Now that I've revealed more than I ever should have about my inner workings, let me point out that the smallest of details is a key to believable characters. It's not that they must teeter on the edge of pathology, though the intriguing ones sometimes do, especially the antagonists. No, it's that the attention to human detail is crucial to creating characters that aren't cardboard cutouts serving a plot. 

It's possible to observe such detail in ourselves or in others. In private or in public. It's possible to do this with intention, collecting tidbits of lives lived to place in fiction.

For me, it's been an accumulation. I've been observing as long as I can remember. And evidently, remember I do. I've never kept these observations in a notebook. I haven't catalogued them or arranged which ones would go together. But when I'm writing, I find that the character appears not just in actions, but in the delight of a pat of butter, or the delicate balance of a favored wine glass, or even in the preference not to wash organic spinach.

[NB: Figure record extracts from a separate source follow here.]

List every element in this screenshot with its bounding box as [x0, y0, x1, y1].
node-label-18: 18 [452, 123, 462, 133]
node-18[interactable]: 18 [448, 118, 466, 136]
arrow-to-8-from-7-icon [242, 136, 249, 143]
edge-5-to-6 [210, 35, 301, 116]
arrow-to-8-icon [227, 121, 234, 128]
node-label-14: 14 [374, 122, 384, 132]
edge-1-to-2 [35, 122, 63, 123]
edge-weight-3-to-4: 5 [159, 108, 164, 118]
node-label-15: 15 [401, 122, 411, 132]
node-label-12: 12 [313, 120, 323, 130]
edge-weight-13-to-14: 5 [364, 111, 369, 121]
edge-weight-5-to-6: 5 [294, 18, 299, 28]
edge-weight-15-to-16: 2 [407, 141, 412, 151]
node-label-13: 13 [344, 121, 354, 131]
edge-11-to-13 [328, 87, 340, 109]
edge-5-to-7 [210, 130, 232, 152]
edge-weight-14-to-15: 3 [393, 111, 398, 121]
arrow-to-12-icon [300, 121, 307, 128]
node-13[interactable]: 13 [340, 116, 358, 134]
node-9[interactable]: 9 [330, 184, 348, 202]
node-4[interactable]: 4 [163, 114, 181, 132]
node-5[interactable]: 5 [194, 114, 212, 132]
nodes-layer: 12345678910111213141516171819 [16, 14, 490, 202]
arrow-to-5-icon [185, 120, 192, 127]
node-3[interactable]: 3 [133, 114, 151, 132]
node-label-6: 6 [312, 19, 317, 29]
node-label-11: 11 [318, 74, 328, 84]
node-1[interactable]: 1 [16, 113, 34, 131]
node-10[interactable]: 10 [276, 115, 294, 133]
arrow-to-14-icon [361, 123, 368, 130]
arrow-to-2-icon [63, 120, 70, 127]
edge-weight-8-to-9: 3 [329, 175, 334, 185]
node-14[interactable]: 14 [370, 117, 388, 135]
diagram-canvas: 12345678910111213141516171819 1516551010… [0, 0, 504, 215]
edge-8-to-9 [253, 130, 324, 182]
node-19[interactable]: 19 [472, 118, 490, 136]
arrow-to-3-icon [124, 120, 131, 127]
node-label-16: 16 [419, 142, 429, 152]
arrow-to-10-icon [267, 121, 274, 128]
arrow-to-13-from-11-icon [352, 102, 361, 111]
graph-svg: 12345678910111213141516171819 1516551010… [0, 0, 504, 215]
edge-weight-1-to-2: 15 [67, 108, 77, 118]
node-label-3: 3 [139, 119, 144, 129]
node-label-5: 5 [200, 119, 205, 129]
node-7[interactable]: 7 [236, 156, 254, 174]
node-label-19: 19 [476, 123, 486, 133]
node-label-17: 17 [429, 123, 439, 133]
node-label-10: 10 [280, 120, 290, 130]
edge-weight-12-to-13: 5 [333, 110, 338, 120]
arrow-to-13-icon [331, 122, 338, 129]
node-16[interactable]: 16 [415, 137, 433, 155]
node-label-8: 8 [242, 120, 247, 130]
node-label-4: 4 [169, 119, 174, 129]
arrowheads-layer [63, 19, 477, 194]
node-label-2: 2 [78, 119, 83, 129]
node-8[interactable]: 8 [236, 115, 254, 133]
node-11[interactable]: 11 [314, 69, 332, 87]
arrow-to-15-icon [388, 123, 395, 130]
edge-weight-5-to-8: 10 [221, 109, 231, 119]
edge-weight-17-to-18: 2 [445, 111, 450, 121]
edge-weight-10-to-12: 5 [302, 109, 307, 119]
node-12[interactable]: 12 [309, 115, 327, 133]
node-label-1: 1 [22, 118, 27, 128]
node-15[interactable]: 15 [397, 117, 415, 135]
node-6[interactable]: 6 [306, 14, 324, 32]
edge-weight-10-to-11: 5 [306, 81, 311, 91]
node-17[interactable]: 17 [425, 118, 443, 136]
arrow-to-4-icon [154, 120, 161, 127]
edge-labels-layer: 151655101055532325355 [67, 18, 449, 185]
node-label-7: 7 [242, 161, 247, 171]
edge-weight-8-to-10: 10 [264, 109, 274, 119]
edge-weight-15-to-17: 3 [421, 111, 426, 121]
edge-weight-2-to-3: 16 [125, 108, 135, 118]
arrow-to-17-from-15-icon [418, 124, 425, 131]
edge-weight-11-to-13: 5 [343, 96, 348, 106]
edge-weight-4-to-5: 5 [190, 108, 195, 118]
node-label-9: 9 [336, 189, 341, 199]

It could be that the person who takes a photo through a glass window of the butter cow is just such an observer/collector. The web is filled with these photos, some with a member of the photographer's family, some with the sculptor of the butter, some with a protest painted on the window. But that's not been my method. I always stand unobtrusively off to the side, the voyeur observing those so fascinated they needed a souvenir.

I have no such photos. Only memories. And characters who emerge from those memories, like so much butter, cooled to just the right temperature for sculpting.